Finding the secret sauce to anything is a lot like finding Bigfoot. The best you usually come up with is a grainy photo and a bad story... unless it’s the secret Big Mac sauce. That is just Thousand Island dressing.
But when it comes to playing football in the SEC, everyone from professional pundits to armchair quarterbacks has had a take on the hidden ingredients it takes to win in the toughest and most successful conference in college football. Defense? Speed? Dominant run game? Heisman Trophy winning QB?
Texas Longhorns head coach, and one-time SEC offensive coordinator under Nick Saban, Steve Sarkisian believes he has found the key, and in an in-depth interview with ESPN’s Greg McElroy he laid out the surprising answer: depth.
Sarkisian explains that while in some college football conferences (no offense intended, Big 12), you might circle one or two games as being especially tough, maybe an early season game or an eventual playoff game. In the SEC however, those types of games come week in and week out. And the secret to being able to survive that kind of season, not to mention a now expanded College Football Playoff, is to be two to three quality players deep at all positions.
“That’s really where the emphasis has gone to," Sarkisian said. "To make sure that the quality of our roster isn’t just top heavy.”
To emphasize the point, Sarkisian highlighted the way Texas beefed up their defensive line in the transfer portal, bringing in defensive tackle Tia Savea and defensive lineman Bill Norton, both from Arizona, and flipping Louisville Cardinals defensive lineman Jermayne Lole from their longtime rival Oklahoma Sooners. These additions were key to giving Sarkisian and the Longhorns enough bodies to bolster a unit that was a strength of the 2023 team and ranked third nationally in run defense.
Of course, it will help Sarkisian that he does have a veteran quarterback in a Heisman frontrunner, Quinn Ewers, returning to lead the 2024 campaign. But the answer to whether or not he’s built the depth he says he needs to battle through a brutal SEC schedule, including the monster matchup with the Georgia Bulldogs on Oct. 19, won’t be clear until the season’s end.
Sarkisian and the Longhorns hope and believe they have what it takes to hoist a national championship trophy in their inaugural season in the SEC.
Depth will be the essential ingredient.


[Problem requirements]
The complete set of records below must be repeated precisely as given.

[Record set]

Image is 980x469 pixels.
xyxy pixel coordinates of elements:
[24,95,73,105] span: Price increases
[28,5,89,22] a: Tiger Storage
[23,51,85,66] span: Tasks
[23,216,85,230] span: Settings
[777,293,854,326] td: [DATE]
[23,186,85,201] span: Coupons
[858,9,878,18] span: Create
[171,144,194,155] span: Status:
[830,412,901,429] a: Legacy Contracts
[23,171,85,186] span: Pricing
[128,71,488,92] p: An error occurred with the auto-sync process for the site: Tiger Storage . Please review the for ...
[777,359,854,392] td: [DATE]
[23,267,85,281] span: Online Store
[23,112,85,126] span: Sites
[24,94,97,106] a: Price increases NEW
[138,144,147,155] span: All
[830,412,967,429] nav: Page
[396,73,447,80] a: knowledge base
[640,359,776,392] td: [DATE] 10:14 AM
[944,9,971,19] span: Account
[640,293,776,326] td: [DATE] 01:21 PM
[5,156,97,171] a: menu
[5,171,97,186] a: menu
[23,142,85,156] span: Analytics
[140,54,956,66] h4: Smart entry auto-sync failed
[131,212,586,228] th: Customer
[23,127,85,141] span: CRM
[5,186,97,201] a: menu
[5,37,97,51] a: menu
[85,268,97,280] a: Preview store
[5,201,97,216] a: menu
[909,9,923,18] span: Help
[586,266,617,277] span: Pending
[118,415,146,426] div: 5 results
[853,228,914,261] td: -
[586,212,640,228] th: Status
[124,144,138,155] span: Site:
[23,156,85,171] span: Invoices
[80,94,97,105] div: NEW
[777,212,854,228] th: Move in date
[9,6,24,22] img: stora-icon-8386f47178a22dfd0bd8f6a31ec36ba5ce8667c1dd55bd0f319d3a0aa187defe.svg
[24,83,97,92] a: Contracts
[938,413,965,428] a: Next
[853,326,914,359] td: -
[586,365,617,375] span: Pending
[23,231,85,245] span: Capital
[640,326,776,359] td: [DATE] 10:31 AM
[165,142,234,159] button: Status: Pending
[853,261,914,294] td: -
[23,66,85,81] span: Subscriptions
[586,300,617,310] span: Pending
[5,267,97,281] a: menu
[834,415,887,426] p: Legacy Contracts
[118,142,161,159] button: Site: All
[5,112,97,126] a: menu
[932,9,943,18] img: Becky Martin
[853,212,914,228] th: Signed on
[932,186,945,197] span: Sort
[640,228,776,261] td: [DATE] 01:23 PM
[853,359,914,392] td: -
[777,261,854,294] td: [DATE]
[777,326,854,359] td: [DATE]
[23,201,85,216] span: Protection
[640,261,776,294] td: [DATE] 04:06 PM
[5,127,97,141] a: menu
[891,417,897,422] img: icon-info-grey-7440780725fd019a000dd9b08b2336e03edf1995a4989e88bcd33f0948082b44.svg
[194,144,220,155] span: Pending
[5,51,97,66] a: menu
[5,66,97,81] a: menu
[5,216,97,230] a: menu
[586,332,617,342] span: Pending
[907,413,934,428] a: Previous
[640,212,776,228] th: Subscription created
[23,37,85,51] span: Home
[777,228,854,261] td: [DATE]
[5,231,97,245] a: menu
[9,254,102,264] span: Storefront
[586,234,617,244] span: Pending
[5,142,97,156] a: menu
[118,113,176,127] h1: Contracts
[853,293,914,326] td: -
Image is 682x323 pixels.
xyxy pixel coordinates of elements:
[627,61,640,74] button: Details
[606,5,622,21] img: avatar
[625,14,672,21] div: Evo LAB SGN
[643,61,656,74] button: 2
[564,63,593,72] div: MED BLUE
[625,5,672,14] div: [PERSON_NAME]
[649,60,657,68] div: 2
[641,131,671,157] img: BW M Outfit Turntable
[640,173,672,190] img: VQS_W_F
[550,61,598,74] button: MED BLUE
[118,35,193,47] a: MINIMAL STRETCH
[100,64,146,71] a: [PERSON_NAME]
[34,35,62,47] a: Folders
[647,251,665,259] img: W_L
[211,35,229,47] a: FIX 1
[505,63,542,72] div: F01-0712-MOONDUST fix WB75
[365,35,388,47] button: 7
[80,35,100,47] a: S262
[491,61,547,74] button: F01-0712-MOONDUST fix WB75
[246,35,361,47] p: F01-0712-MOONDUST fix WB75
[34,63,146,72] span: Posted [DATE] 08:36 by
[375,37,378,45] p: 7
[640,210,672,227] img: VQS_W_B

[Exercise answer]
Image is 980x469 pixels.
xyxy pixel coordinates of elements:
[24,95,73,105] span: Price increases
[28,5,89,22] a: Tiger Storage
[23,51,85,66] span: Tasks
[23,216,85,230] span: Settings
[777,293,854,326] td: [DATE]
[23,186,85,201] span: Coupons
[858,9,878,18] span: Create
[171,144,194,155] span: Status:
[830,412,901,429] a: Legacy Contracts
[23,171,85,186] span: Pricing
[128,71,488,92] p: An error occurred with the auto-sync process for the site: Tiger Storage . Please review the for ...
[777,359,854,392] td: [DATE]
[23,267,85,281] span: Online Store
[23,112,85,126] span: Sites
[24,94,97,106] a: Price increases NEW
[138,144,147,155] span: All
[830,412,967,429] nav: Page
[396,73,447,80] a: knowledge base
[640,359,776,392] td: [DATE] 10:14 AM
[944,9,971,19] span: Account
[640,293,776,326] td: [DATE] 01:21 PM
[5,156,97,171] a: menu
[5,171,97,186] a: menu
[23,142,85,156] span: Analytics
[140,54,956,66] h4: Smart entry auto-sync failed
[131,212,586,228] th: Customer
[23,127,85,141] span: CRM
[5,186,97,201] a: menu
[5,37,97,51] a: menu
[85,268,97,280] a: Preview store
[5,201,97,216] a: menu
[909,9,923,18] span: Help
[586,266,617,277] span: Pending
[118,415,146,426] div: 5 results
[853,228,914,261] td: -
[586,212,640,228] th: Status
[124,144,138,155] span: Site:
[23,156,85,171] span: Invoices
[80,94,97,105] div: NEW
[777,212,854,228] th: Move in date
[9,6,24,22] img: stora-icon-8386f47178a22dfd0bd8f6a31ec36ba5ce8667c1dd55bd0f319d3a0aa187defe.svg
[24,83,97,92] a: Contracts
[938,413,965,428] a: Next
[853,326,914,359] td: -
[586,365,617,375] span: Pending
[23,231,85,245] span: Capital
[640,326,776,359] td: [DATE] 10:31 AM
[165,142,234,159] button: Status: Pending
[853,261,914,294] td: -
[23,66,85,81] span: Subscriptions
[586,300,617,310] span: Pending
[5,267,97,281] a: menu
[834,415,887,426] p: Legacy Contracts
[118,142,161,159] button: Site: All
[5,112,97,126] a: menu
[932,9,943,18] img: Becky Martin
[853,212,914,228] th: Signed on
[932,186,945,197] span: Sort
[640,228,776,261] td: [DATE] 01:23 PM
[853,359,914,392] td: -
[777,261,854,294] td: [DATE]
[777,326,854,359] td: [DATE]
[23,201,85,216] span: Protection
[640,261,776,294] td: [DATE] 04:06 PM
[5,127,97,141] a: menu
[891,417,897,422] img: icon-info-grey-7440780725fd019a000dd9b08b2336e03edf1995a4989e88bcd33f0948082b44.svg
[194,144,220,155] span: Pending
[5,51,97,66] a: menu
[5,66,97,81] a: menu
[5,216,97,230] a: menu
[586,332,617,342] span: Pending
[907,413,934,428] a: Previous
[640,212,776,228] th: Subscription created
[23,37,85,51] span: Home
[777,228,854,261] td: [DATE]
[5,231,97,245] a: menu
[9,254,102,264] span: Storefront
[586,234,617,244] span: Pending
[5,142,97,156] a: menu
[118,113,176,127] h1: Contracts
[853,293,914,326] td: -
Image is 682x323 pixels.
xyxy pixel coordinates of elements:
[627,61,640,74] button: Details
[606,5,622,21] img: avatar
[625,14,672,21] div: Evo LAB SGN
[643,61,656,74] button: 2
[564,63,593,72] div: MED BLUE
[625,5,672,14] div: [PERSON_NAME]
[649,60,657,68] div: 2
[641,131,671,157] img: BW M Outfit Turntable
[640,173,672,190] img: VQS_W_F
[550,61,598,74] button: MED BLUE
[118,35,193,47] a: MINIMAL STRETCH
[100,64,146,71] a: [PERSON_NAME]
[34,35,62,47] a: Folders
[647,251,665,259] img: W_L
[211,35,229,47] a: FIX 1
[505,63,542,72] div: F01-0712-MOONDUST fix WB75
[365,35,388,47] button: 7
[80,35,100,47] a: S262
[491,61,547,74] button: F01-0712-MOONDUST fix WB75
[246,35,361,47] p: F01-0712-MOONDUST fix WB75
[34,63,146,72] span: Posted [DATE] 08:36 by
[375,37,378,45] p: 7
[640,210,672,227] img: VQS_W_B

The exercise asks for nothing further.